When it's not supplying the felt amateur and professional tennis players see on almost every ball they lob over the net, Tex Tech, which has factories in North Monmouth and Thailand and a weaving facility in Winthrop, is pushing the limits of protective and flame-resistant materials and filters that scrub air for coal-fired, cement and other plants.
Aerospace and transportation industries are big markets for the company, which counts Airbus, Bombardier and Sikorsky as clients. Tex Tech makes moisture- and fire-resistant materials that are used on seats and under rugs in airplanes as well as some trains, school buses and subways. It even has two workers focusing on fire-retardant materials for SpaceX, Laniewski says.
That's a long way from the predecessor company's humble beginnings in 1904 as an engineered textile mill that also at one point made baseball uniforms.
One recent focus is its Core Matrix Technology, a patented, protective material used in advanced ballistic vests worn by military and law enforcement. In the past, various fabric layers were quilt-stitched together, but Laniewski says the company added a patented process where it drives needles through each layer to push the fabric threads in three dimensions so that energy from a projectile like a bullet dissipates across all three. That, he says, reduces the “backface signature,” the pushback from a bullet's impact that can injure the wearer.
The company in April expanded its product portfolio by buying Chapman Innovations, a Salt Lake City maker of CarbonX non-flammable fabrics and apparel, for an undisclosed amount.

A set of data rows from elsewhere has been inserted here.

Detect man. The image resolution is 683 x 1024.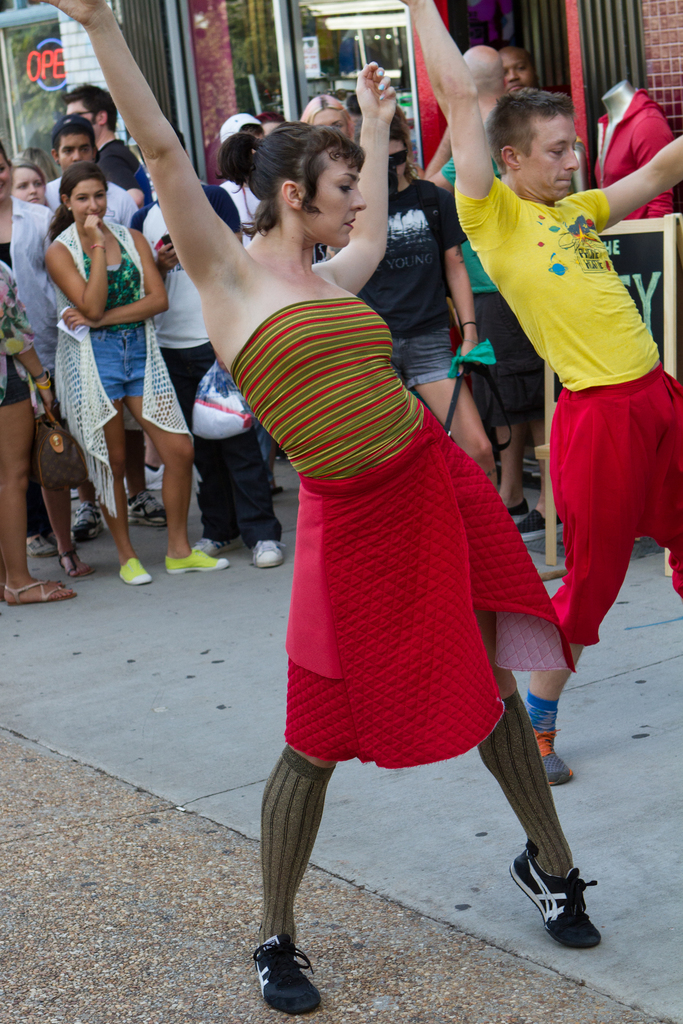
[x1=393, y1=0, x2=682, y2=786].
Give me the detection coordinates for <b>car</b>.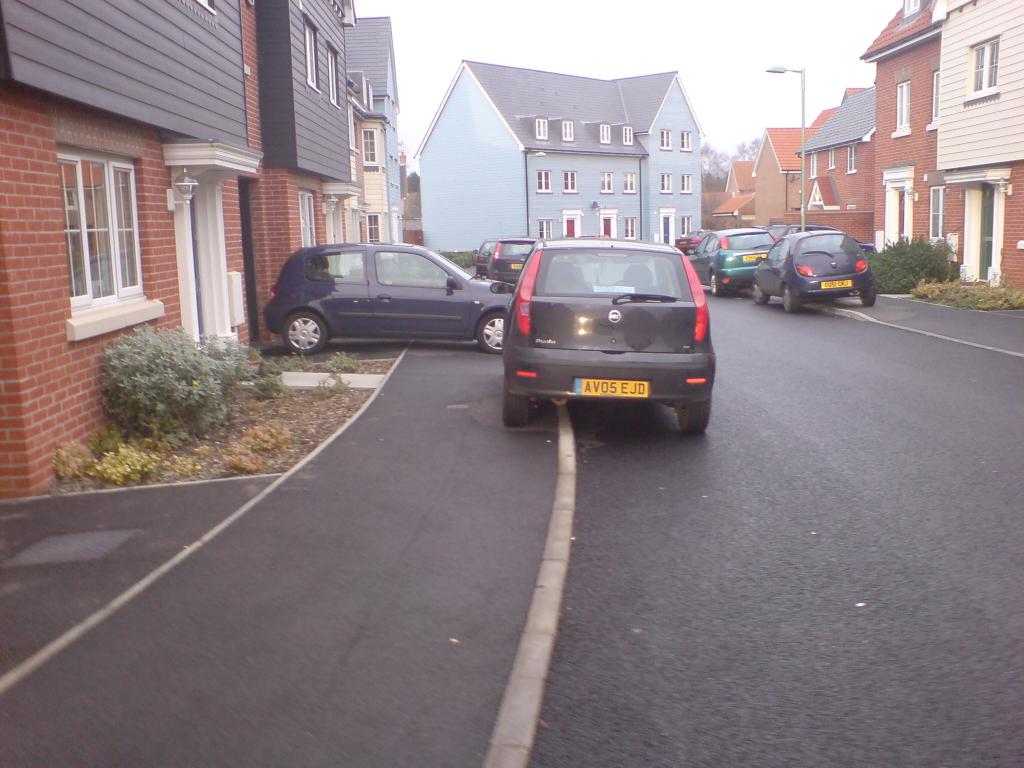
left=264, top=241, right=515, bottom=353.
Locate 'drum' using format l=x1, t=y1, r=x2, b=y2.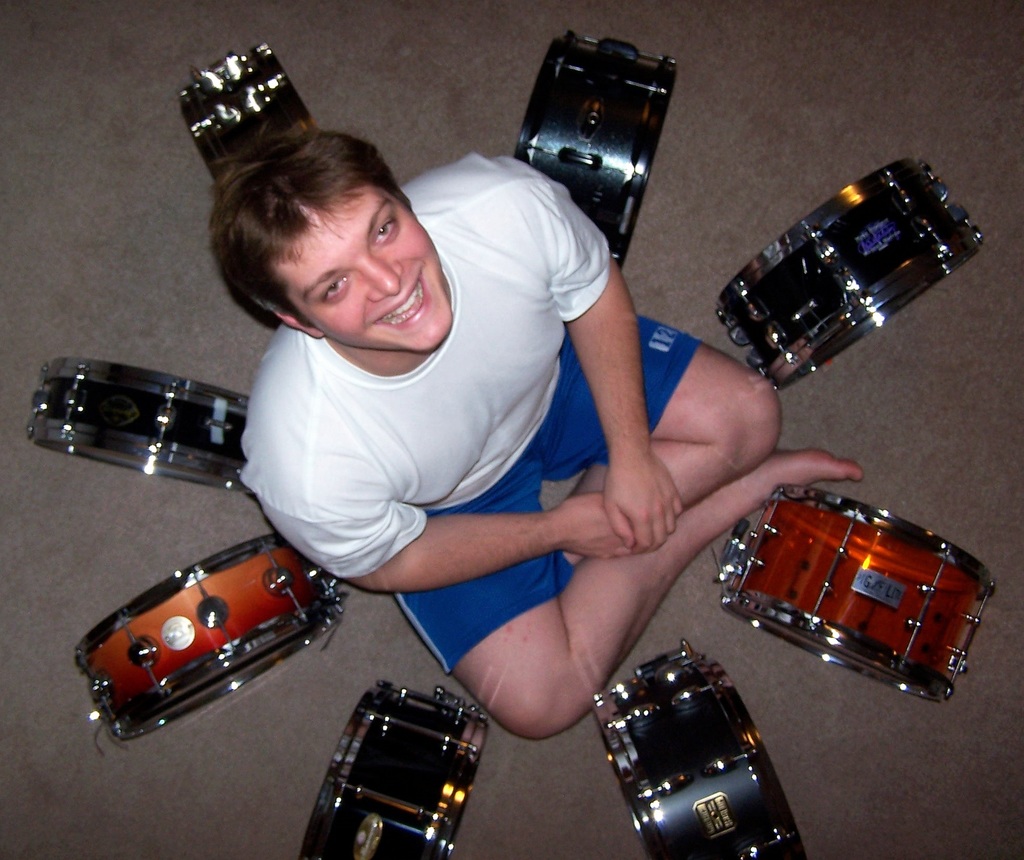
l=723, t=490, r=991, b=697.
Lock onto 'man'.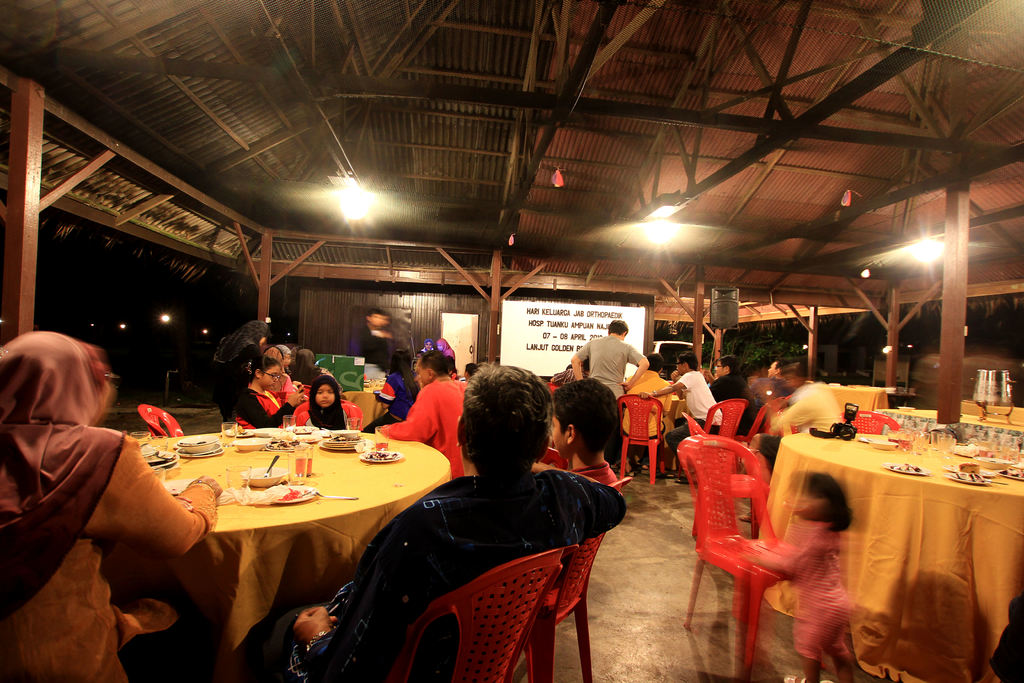
Locked: l=752, t=359, r=789, b=399.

Tex Tech itself just a few months earlier, in November 2012, was bought by Minneapolis venture capital company ShoreView Industries, in partnership with Tex Tech's senior management team, from another venture capital company, Yukon Partners.
While the CarbonX acquisition will help expand its products, Tex Tech also is developing its own advances, such as a photovoltaic textile that can generate electricity. Laniewski says it's in the development stage and is proven as a concept, but Tex Tech hopes to get more funding from the military to advance it.
“Soldiers carry a lot of batteries into battle,” says Laniewski. “This could lighten their load.”